U.S. public opinion has moved against wars.  When Parliament and Congress said no to missiles into Syria, public pressure of the past decade played a big role.  The same is true of stopping a horrible bill on Iran in Congress earlier this year, and of resistance to a new war on Iraq.  Congress members are worried about voting for another war like Iraq, whether in Iraq or elsewhere.  Her vote to attack Iraq 12 years ago is the only thing that has kept us thus far from seeing Hillary Clinton in the White House.  People don’t want to vote for someone who voted for that.  And, let’s get this said early to our dear friends at the Nobel Committee: another peace prize will not help things.  The United States doesn’t need another peace prize for a war maker, it needs what Bruce and so many of you have been working on over here: a popular movement for the abolition of war!

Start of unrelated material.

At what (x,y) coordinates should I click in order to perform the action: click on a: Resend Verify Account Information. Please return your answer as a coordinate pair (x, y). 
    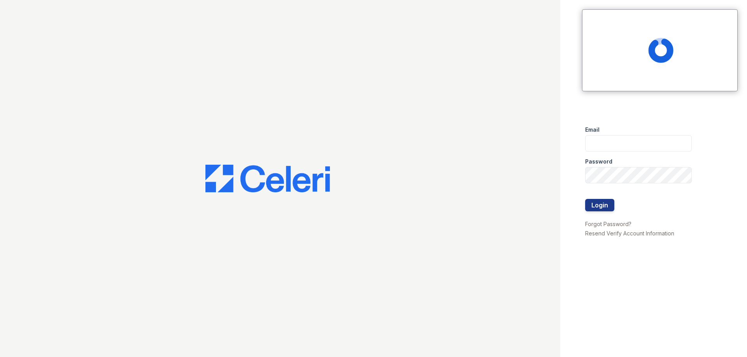
    Looking at the image, I should click on (629, 233).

A number of peace activists have started up a new effort called World Beyond War at http://WorldBeyondWar.org aimed at bringing more people into peace activism. People and organizations in at least 58 countries so far have signed the Declaration of Peace at WorldBeyondWar.org.  Our hope is that, by bringing more people and groups into the movement, we can strengthen and enlarge, rather than compete against, existing peace organizations.  We hope that we can support the work of groups like the Movement for the Abolition of War, and that we can, as groups and individuals, work globally.

The website at WorldBeyondWar.org is intended to provide educational tools: videos, maps, reports, talking points.  We make the case against the idea that war protects us — an outrageous idea, given that the nations that engage in the most war face the most hostility as a result.  A poll at the start of this year of people in 65 nations found the U.S. in a huge lead as the nation considered the greatest threat to peace in the world.  U.S. veterans are killing themselves in record numbers, in part over what they’ve done to Iraq and Afghanistan. Our humanitarian wars are a leading cause of suffering and death for humanity. And so we also refute the idea that war can benefit the people where it is waged.

We also lay out the arguments that war is deeply immoral, a first-cousin of and frequent cause of, not alternative to, genocide; that war destroys our natural environment, that war erodes our civil liberties, and that just transferring a bit of what we spend on war to something useful would make us beloved rather than feared around the world.  One and a half percent of what the world spends on war could be spent to end starvation on earth.  War has taken 200 million lives over the past century, but the good that could be done with the resources dumped into war far outstrips the evil that could be avoided by ending war.  For one thing, if we quickly redirected war’s resources we’d have our best shot at doing something to protect the climate of the planet.  That our concept of “defense” doesn’t include that illustrates how far we’ve gone toward accepting the inevitability of what is after all the perfectly avoidable and perfectly horrible and completely indefensible institution of war.

Having accepted war, we try for cheaper wars, better wars, even more one-sided wars, and what do we get?  We get warnings from respectable war supporters that we’re beginning to make war the norm and risking continual warfare. 

On the one hand this is a case of unintended consequences to rival those who sought the truth about god’s creation and ended up with the guy who’s on the money around here, Charles Darwin.  On the other hand it’s not unintended at all.  A professor at Stanford University has just put out a book arguing that war is so good for us that we must always keep it going.  That strain of thought courses through the veins of our military funded academia and activism. 

But that kind of thinking is increasingly unpopular, and this may be the moment in which to expose it, denounce it, and crystallize into action the growing popular sentiment against war, and the realization into which we’ve stumbled that particular wars can be prevented, and if particular wars can be prevented then each and every one of them can be prevented.  I look forward to working on that project, with the urgency it demands, and together with all of you.